Wisconsin Gov. Scott Walker’s determination to destroy collective bargaining rights for his state’s public employees has generated a lot of hyperbolic rhetoric from both sides. Some conservatives have taken particular umbrage at demonstrators’ signs likening Walker to Adolf Hitler, Benito Mussolini, and Hosni Mubarak. They are right that Walker is not akin to these brutal, murderous dictators, who solidified power by crushing independent unions. Indeed, they need not look overseas at all to find anti-union inspiration. The U.S. has its own rich tradition of union-busting – albeit considerably less fierce than in these particular dictatorial regimes.
This information is just a mouse-click away. Anyone with access to the internet can easily trace the history of violent state and business response to unions and union organizing in America, dating back 150 years. It’s not just the infamous Pinkertons and other thugs hired by business. Police, the National Guard, even federal troops have been used to brutally suppress workers’ efforts to form their own unions. Homestead, Haymarket, Ludlow, Pullman, the 1937 Battle of the Overpass – all are storied examples of incredibly violent action against workers and their organizations.
This sort of drama, punctuated by carnage and death, is pretty much a thing of the past. With the passage of the 1947 Taft-Hartley Act and 1959 Landrum-Griffin Act, anti-union judicial decisions, global outsourcing, and the emergence of union-busting consultants, quashing unions has become, well, child’s play. America’s private sector unions have been on the defensive for better than half a century, with membership eroded to only seven percent of the private sector workforce. With Wisconsin, the attack against public service unions is well and truly launched.

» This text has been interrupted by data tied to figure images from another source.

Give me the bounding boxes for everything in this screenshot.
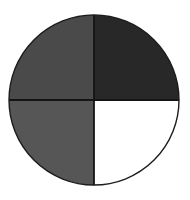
figure-container — [0, 0, 190, 200]
quartered-circle-chart — [0, 0, 190, 200]
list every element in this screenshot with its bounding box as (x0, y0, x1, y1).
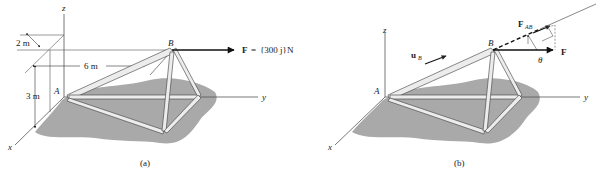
z-axis-label: z (61, 3, 66, 13)
ground-plane (352, 78, 540, 143)
dim-line (25, 35, 64, 73)
projection-FAB-subscript: AB (524, 24, 533, 30)
x-axis-label: x (327, 142, 332, 152)
member-AB-line-of-action-dashed (493, 29, 540, 50)
point-B-label: B (168, 38, 174, 48)
ground-plane (35, 78, 217, 143)
point-B-label: B (488, 38, 494, 48)
x-axis-label: x (7, 142, 12, 152)
point-A-label: A (53, 86, 60, 96)
dim-arrow-2m (28, 35, 40, 47)
projection-arrow-FAB (533, 26, 550, 33)
figure-a: z y x A B 2 m 6 m 3 m F = {300 j}N (a) (7, 3, 294, 168)
caption-b: (b) (454, 158, 465, 168)
force-equals: = (251, 45, 256, 55)
caption-a: (a) (140, 158, 150, 168)
unit-vector-uB-subscript: B (418, 55, 422, 61)
figure-b: z y x A B u B F AB F θ (b) (327, 4, 596, 168)
angle-theta-label: θ (538, 55, 543, 65)
force-F-value: {300 j}N (260, 45, 294, 55)
projection-FAB-symbol: F (518, 19, 524, 29)
dimension-6m: 6 m (84, 61, 98, 71)
y-axis-label: y (583, 92, 588, 102)
force-F-symbol: F (561, 47, 567, 57)
z-axis-label: z (382, 25, 387, 35)
dimension-3m: 3 m (26, 91, 40, 101)
y-axis-label: y (261, 92, 266, 102)
truss-figure: z y x A B 2 m 6 m 3 m F = {300 j}N (a) (0, 0, 598, 177)
angle-arc (528, 35, 537, 50)
point-A-label: A (373, 86, 380, 96)
dimension-2m: 2 m (16, 38, 30, 48)
unit-vector-arrow-uB (425, 56, 446, 64)
member-AB-line-of-action (540, 4, 596, 29)
force-F-symbol: F (242, 45, 248, 55)
unit-vector-uB-symbol: u (411, 50, 416, 60)
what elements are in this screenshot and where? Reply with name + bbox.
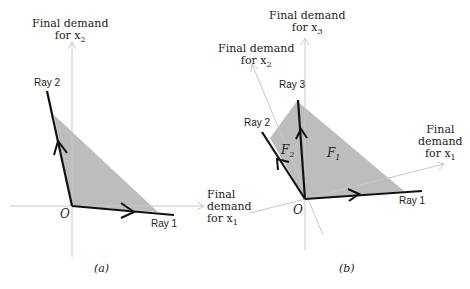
axis-x1-label-a: Final demand for x1 [207, 189, 252, 229]
axis-x1-label-b-sub: 1 [451, 153, 456, 162]
axis-x1-label-a-line3: for x1 [207, 213, 252, 229]
axis-x2-label-a: Final demand for x2 [32, 18, 108, 46]
axis-x3-label-b-sub: 3 [318, 27, 323, 36]
caption-a: (a) [94, 262, 109, 275]
axis-x2-label-b-text: for x [241, 54, 267, 67]
origin-label-b: O [293, 203, 303, 217]
axis-x2-label-b-line2: for x2 [218, 55, 294, 71]
axis-x2-label-a-sub: 2 [81, 35, 86, 44]
ray2-label-a: Ray 2 [34, 77, 60, 88]
face1-label-b: F1 [327, 146, 340, 162]
origin-label-a: O [60, 207, 70, 221]
axis-x1-label-b: Final demand for x1 [418, 124, 463, 164]
axis-x2-label-b: Final demand for x2 [218, 43, 294, 71]
axis-x1-label-a-text: for x [207, 212, 233, 225]
ray1-label-a: Ray 1 [151, 218, 177, 229]
axis-x1-label-b-line3: for x1 [418, 148, 463, 164]
ray2-label-b: Ray 2 [244, 117, 270, 128]
axis-x3-label-b-text: for x [292, 21, 318, 34]
ray1-label-b: Ray 1 [399, 195, 425, 206]
axis-x1-label-a-sub: 1 [233, 218, 238, 227]
face1-label-sub: 1 [335, 153, 340, 162]
face2-label-b: F2 [281, 143, 294, 159]
axis-x3-label-b: Final demand for x3 [269, 10, 345, 38]
axis-x2-label-b-sub: 2 [267, 60, 272, 69]
axis-x2-label-a-text: for x [55, 29, 81, 42]
face2-label-sub: 2 [289, 150, 294, 159]
axis-x2-label-a-line2: for x2 [32, 30, 108, 46]
axis-x1-label-b-text: for x [425, 147, 451, 160]
ray3-label-b: Ray 3 [279, 79, 305, 90]
caption-b: (b) [339, 262, 355, 275]
axis-x3-label-b-line2: for x3 [269, 22, 345, 38]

Today, the U.S. is firmly lodged in the second tier of nations when it comes to protecting the rights of employees to organize and bargain collectively. As a recent Freedom House report, The Global State of Worker Rights: Free Labor in a Hostile World, puts it, the United States “features an overall political environment that is distinctly hostile to unions, collective bargaining, and labor protest."
In this context, the uprising of public service workers in Wisconsin and elsewhere seems remarkably heroic. They have put everything on the line, in a time and place and country where one might expect little or no sympathy from authorities or even ordinary citizens.

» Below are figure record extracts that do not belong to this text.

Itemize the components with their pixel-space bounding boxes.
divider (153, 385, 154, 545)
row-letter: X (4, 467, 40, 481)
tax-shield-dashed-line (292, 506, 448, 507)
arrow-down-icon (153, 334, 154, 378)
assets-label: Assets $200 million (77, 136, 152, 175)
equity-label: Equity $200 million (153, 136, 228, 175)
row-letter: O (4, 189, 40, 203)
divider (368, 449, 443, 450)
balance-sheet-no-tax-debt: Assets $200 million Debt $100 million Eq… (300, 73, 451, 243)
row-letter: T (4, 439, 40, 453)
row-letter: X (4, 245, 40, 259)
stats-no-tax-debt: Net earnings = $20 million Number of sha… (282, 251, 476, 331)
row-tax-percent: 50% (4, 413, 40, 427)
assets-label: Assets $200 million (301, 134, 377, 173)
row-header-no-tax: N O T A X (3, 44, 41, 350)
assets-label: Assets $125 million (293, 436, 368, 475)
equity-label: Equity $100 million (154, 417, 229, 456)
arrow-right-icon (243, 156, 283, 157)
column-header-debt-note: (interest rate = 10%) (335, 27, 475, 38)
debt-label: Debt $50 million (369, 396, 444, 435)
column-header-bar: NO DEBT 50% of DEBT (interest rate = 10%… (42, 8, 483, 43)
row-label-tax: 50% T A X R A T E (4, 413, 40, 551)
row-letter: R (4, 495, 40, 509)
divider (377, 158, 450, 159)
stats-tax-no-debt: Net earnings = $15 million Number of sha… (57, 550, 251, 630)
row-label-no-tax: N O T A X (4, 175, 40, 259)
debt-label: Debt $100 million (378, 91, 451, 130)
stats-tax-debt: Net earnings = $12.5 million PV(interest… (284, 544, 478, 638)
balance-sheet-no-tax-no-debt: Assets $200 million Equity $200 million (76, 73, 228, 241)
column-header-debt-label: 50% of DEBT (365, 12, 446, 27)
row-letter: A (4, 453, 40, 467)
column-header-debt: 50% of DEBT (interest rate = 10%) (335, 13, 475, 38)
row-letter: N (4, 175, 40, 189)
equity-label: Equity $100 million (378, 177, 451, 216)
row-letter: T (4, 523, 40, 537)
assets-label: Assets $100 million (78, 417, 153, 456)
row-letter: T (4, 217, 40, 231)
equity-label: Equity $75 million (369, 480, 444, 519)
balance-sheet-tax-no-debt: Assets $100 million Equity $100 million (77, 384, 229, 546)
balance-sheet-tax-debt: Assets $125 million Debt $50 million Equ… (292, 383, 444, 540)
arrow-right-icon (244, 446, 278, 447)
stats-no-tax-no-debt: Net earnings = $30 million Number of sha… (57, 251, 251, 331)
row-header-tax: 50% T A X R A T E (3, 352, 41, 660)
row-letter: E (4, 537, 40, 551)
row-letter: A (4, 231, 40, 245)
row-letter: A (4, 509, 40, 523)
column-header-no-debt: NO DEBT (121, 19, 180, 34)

And yet, surprisingly, their protests are resonating with lots of people, if a recent New York Times/CBS poll is to be believed. A majority of Americans appear to be tilting toward support of the Wisconsin workers, including a good number of Republicans. But as for unions generally, the news is not so good. A recent Pew Research Center poll, taken while the protests were gearing up, found that about 45% of Americans view unions favorably, down from 58% in 2007. The same poll notes significant numbers of Americans hold the view that unions hurt business and increase the offshoring of U.S. jobs. At the same time, most Americans think unions are good for people. There was no difference in overall attitudes toward private sector or public sector unions.
Unions: good for people, but bad for business? In their minds at least, Americans seem to be stuck on the proverbial horns of a major dilemma: They like the wages, benefits and increased security that come with collective bargaining – as unions put it, a “voice at work” – but are convinced that these things are simply out of their reach due to the nature of the free-market system.
This notion represents a huge challenge for unions, which have had little success in battling the dominant anti-union narrative. How to get Americans to view unions as democratic organizations that bring added value and increased productivity to the workplace - and a higher quality to our democracy? There’s more than a little data to support the argument that unions are, in fact, “productivity increasers” – which act to strengthen both the economy and the polity. There’s also a lot of evidence that falling union membership is linked to the nation’s increasing income inequality, which also acts as a drag on long-term economic health. And some argue that the onslaught against public service unions is purely ideological and that Scott Walker’s actions constitute a simple political power grab – public sector unions tend to support Democrats; hurt them and you eviscerate the opposition.
As institutions go, unions are far from perfect. They may be doing too little to court younger workers, and they should probably do much more to expand and update their historic role in imparting and policing workplace skills. They sometimes overreach in bargaining. But unions don’t bargain with themselves. Also I have not seen a study that measures the economic damage of union miscues, but it is hard to imagine that they even approach the level of the damage inflicted on the U.S. by the misdeeds of its business and financial sectors, or the miscalculations of policymakers, politicians and technocrats over the past several decades. A little balance is called for in this calculus.
There is some solid data and good arguments for the union position in the Wisconsin fight and in the private sector. And U.S. history certainly supports the argument that this is as much or more a fight about the balance of power in our democracy. American voters can change the narrative in the blink of an eye. They are in a mood to listen. Unions should seize the day.